By Phakama Mbonambi
When veteran South African writer Lewis Nkosi fell and banged his head on a pavement in Melville, Johannesburg, more than a year ago, it was the beginning of the end of a colourful and controversial life. The tragic fall, his second following a drunken binge in this bohemian enclave of Johannesburg, saw him confined to hospital for about a year, with doctors desperately trying to save the life of this literary genius, who gave the world such masterpieces as Home and Exile and Mating Birds. Brain scans indicated internal bleeding. There was a succession of strokes. He was variously at Helen Joseph and Charlotte Maxeke hospitals as well as at Park Care hospice.
His partner of many years, Astrid Starck-Adler, flew in from Switzerland to be by his bedside. So did his twin daughters Joy and Louise, from Britain.

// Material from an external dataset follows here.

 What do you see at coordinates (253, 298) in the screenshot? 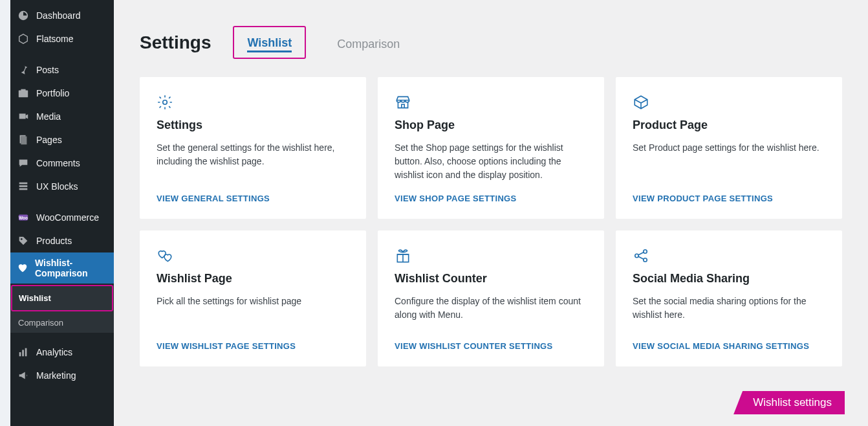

No doubt, as they held his hand, they remembered Nkosi as he once was – a dashing man in a fedora or a jaunty, Trotsky-style cap, a bohemian intellectual, a loving father, a fearless literary critic, an inspiration to lovers of literature.
“Until the end, even though he could hardly speak, he was grateful to those who visited him and asked them to come again,” says Starck-Adler. “He had a strong will to live, though he was very ill.”

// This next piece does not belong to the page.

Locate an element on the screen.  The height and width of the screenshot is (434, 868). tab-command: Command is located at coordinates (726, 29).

But, slowly, his body and memory withered away.
The end came in the early hours of September 5 last year. He was seventy-three. His resting place was at Stellawood Cemetery in Durban.
Nkosi’s world
Booze felled Nkosi, but there is no denying that he inhabited the literary world – and his own life – as only few could. Because he spoke his mind, Nkosi divided opinion. For example, he fervently believed that black writing, apart from vilifying apartheid, must be really polished before it could be labelled serious literature. For that view, he was crucified for years.
“He did not suffer fools gladly and hated ‘triumphalist’ and ‘nationalistic’ propagation of literature and other arts that lacked sincerity and theoretical vigour,” says Sandile Ngidi, Nkosi’s local agent for his last book, Mandela’s Ego. “He had an immense understanding of literature as a craft and an expression of a people’s experience.”
Being an anarchist, Nkosi lived according to his own rules. “Lewis did not observe any boundaries in connection with anything in life,” says Prof Willie Kgositsile, the national poet laureate. The two met when they were young journalists in Johannesburg, Nkosi with Drum and Kgositsile with New Age.
“Lewis didn’t believe that laws had to govern human behaviour. He just wanted people to live and do as they pleased … He was also reckless. Even if he was talking to a crazy clown who could potentially beat him up for asking a question or making a comment, Lewis would still go ahead and ask a question or comment. He never cared about the consequences,” Kgositsile recalls.